Ruth was born in Northern Ireland and lived there until she was 9 years old, when her family moved to Ankeny, Iowa. She got a bachelor’s degree in history from Iowa State in 1971 and a master’s in urban and regional planning in 1974. And then she was quickly hired by a big architectural and engineering firm in Connecticut.

“I worked there for 13 years, and then I started my own company,” Ruth says. “I started out in my home. I had a six-month-old. What was I thinking?” She laughs. “Actually, the coolest thing in the beginning years is that I was a divorced, single mom, with flexibility as a parent.”

With Ruth as founding principal, president, and CEO, Fitzgerald & Halliday grew and flourished. Ruth continued to work out of her home for 15 years, hiring engineers and planners who came to her house for staff meetings but worked from their own home offices.

“We started telecommuting before there was telecommuting,” Ruth says. “We didn’t even have a fax machine.”
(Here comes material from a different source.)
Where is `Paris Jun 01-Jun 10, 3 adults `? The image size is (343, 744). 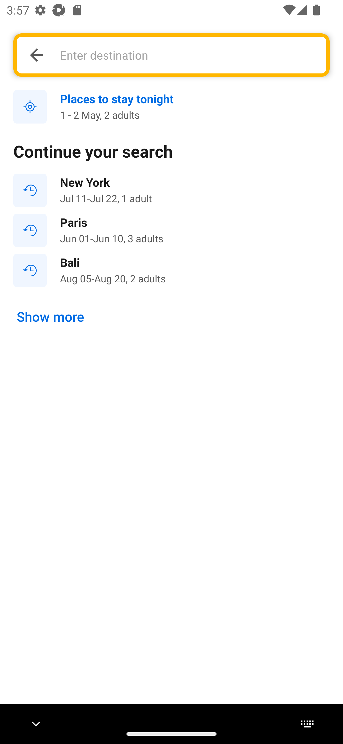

The transportation and planning firm – now with a physical headquarters in a historic building on Oxford Street in Hartford – has grown to 30 employees and is again in “hiring mode.” Ruth recently stepped down as president and CEO.

“I’m trying to be retired,” she says. “I’m proud of managing this transition. I feel great pride that the firm stands for what I stood for and is successful and vital without me leading it. I’m in a terrific position.”

Ruth is married to David Sageman (PhD ’72 chemical engineering), whom she met as a student at Iowa State.